Rate Limiter
The rate limiter controls the number of outgoing requests per time window, preventing you from accidentally overwhelming upstream services or triggering their rate-limit responses.
Basic usage
typescript
// Max 100 requests per minute — reject excess immediately
client.rateLimit({ permitLimit: 100, windowMs: 60_000 })With queuing
typescript
// Queue excess requests; wait up to 5 s for a token
client.rateLimit({
permitLimit: 100,
windowMs: 60_000,
queueRequests: true,
queueTimeoutMs: 5_000,
})Configuration
| Option | Type | Default | Description |
|---|---|---|---|
permitLimit | number | — | Max requests per window |
windowMs | number | — | Window length in ms |
queueRequests | boolean | false | Queue excess instead of rejecting |
queueTimeoutMs | number | undefined | Max wait time for a queued token |
Error types
| Error | When |
|---|---|
Error('Rate limit exceeded') | Limit hit and queueRequests is false |
Error('Rate limit queue timeout') | Queued request waited > queueTimeoutMs |
With RetryAfterStrategy
Pair the rate limiter with RetryAfterStrategy to back off exactly as long as the server requests:
typescript
import { RetryAfterStrategy } from 'super-http'
client
.rateLimit({ permitLimit: 100, windowMs: 60_000 })

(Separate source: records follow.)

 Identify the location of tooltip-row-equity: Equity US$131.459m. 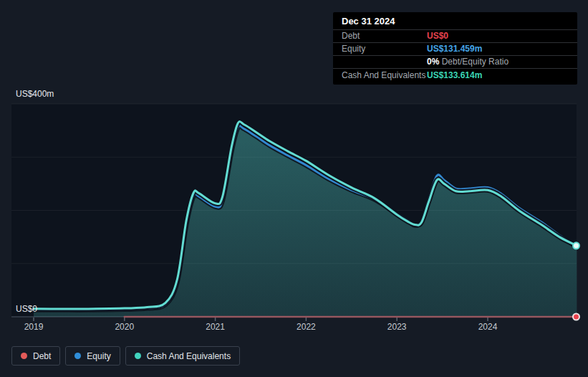
(456, 49).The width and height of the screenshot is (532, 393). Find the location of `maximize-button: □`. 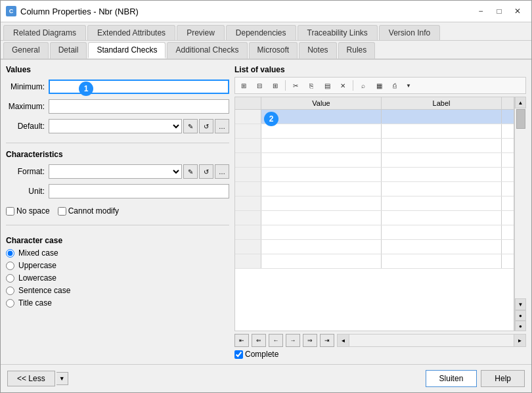

maximize-button: □ is located at coordinates (499, 11).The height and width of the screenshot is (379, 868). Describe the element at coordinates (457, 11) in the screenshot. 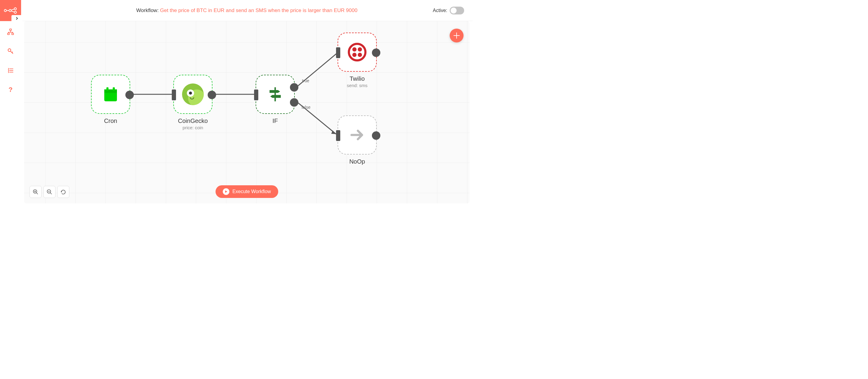

I see `active-toggle` at that location.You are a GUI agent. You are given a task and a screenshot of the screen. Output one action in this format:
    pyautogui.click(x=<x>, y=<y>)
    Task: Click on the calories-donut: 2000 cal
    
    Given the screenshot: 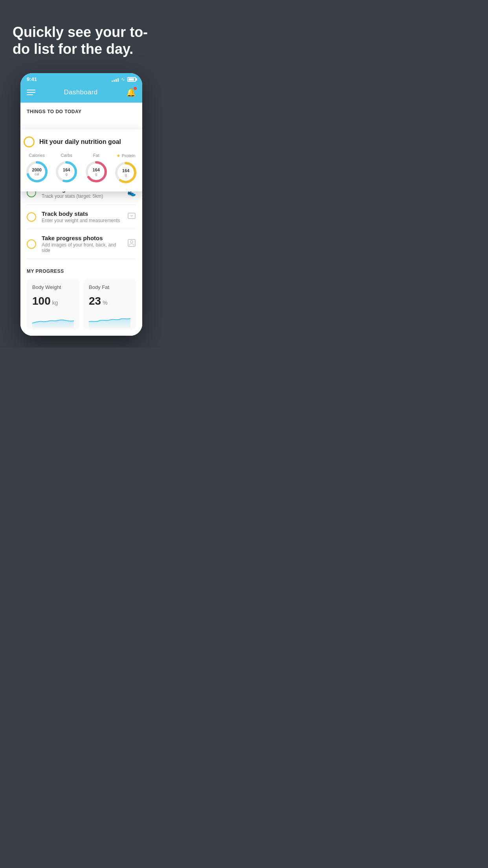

.retry(5, new RetryAfterStrategy())
// Server says "Retry-After: 30" → client waits 30 s exactlyObservability
typescript
client
.on({
onRateLimitReject: ({ permitLimit, windowMs }) =>
metrics.increment('rate_limit.rejected', { permitLimit, windowMs }),
})
.rateLimit({ permitLimit: 200, windowMs: 60_000 })Sizing
| Upstream SLA | Recommended permitLimit |
|---|---|
| 60 req/min | 55 (leave 8% headroom) |
| 1000 req/min | 900 |
| Unknown | Start at 50 and tune up |
TIP
Always leave a small headroom below the upstream limit to account for clock drift and bursts from other clients sharing the same API key.